→ **Goal of the exercise**:
Copy out the line that contains "The width and height of the screenshot is (1227, 690)." and the lines after it through the final one in the entries below, exactly, with no other lines.

→ **Available data**:

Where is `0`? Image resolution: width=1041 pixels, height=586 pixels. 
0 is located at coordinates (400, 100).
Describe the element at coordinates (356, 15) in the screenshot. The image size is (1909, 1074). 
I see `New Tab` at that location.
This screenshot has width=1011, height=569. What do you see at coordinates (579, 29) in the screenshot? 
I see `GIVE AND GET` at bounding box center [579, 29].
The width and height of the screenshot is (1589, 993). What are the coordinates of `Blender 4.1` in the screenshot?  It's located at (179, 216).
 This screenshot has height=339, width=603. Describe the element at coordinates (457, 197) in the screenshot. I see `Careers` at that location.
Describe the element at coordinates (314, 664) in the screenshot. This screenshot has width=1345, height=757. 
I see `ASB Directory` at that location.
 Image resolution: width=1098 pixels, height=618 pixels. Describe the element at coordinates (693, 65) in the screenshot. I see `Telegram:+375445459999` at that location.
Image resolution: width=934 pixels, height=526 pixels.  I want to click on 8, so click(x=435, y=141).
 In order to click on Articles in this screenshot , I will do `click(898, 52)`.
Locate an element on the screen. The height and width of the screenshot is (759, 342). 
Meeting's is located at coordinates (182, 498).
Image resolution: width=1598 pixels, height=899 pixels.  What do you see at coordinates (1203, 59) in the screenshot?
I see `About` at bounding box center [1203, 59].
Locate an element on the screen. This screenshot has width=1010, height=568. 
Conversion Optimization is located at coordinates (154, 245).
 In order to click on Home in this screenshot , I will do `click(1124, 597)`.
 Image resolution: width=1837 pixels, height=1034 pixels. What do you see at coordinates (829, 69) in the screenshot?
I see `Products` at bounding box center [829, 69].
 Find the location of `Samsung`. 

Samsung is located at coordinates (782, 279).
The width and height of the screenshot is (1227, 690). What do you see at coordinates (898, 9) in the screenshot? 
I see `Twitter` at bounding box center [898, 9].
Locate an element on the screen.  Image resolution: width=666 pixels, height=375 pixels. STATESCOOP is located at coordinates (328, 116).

→ **Output for this exercise**:
The width and height of the screenshot is (1227, 690). What do you see at coordinates (898, 9) in the screenshot? 
I see `Twitter` at bounding box center [898, 9].
Locate an element on the screen.  Image resolution: width=666 pixels, height=375 pixels. STATESCOOP is located at coordinates (328, 116).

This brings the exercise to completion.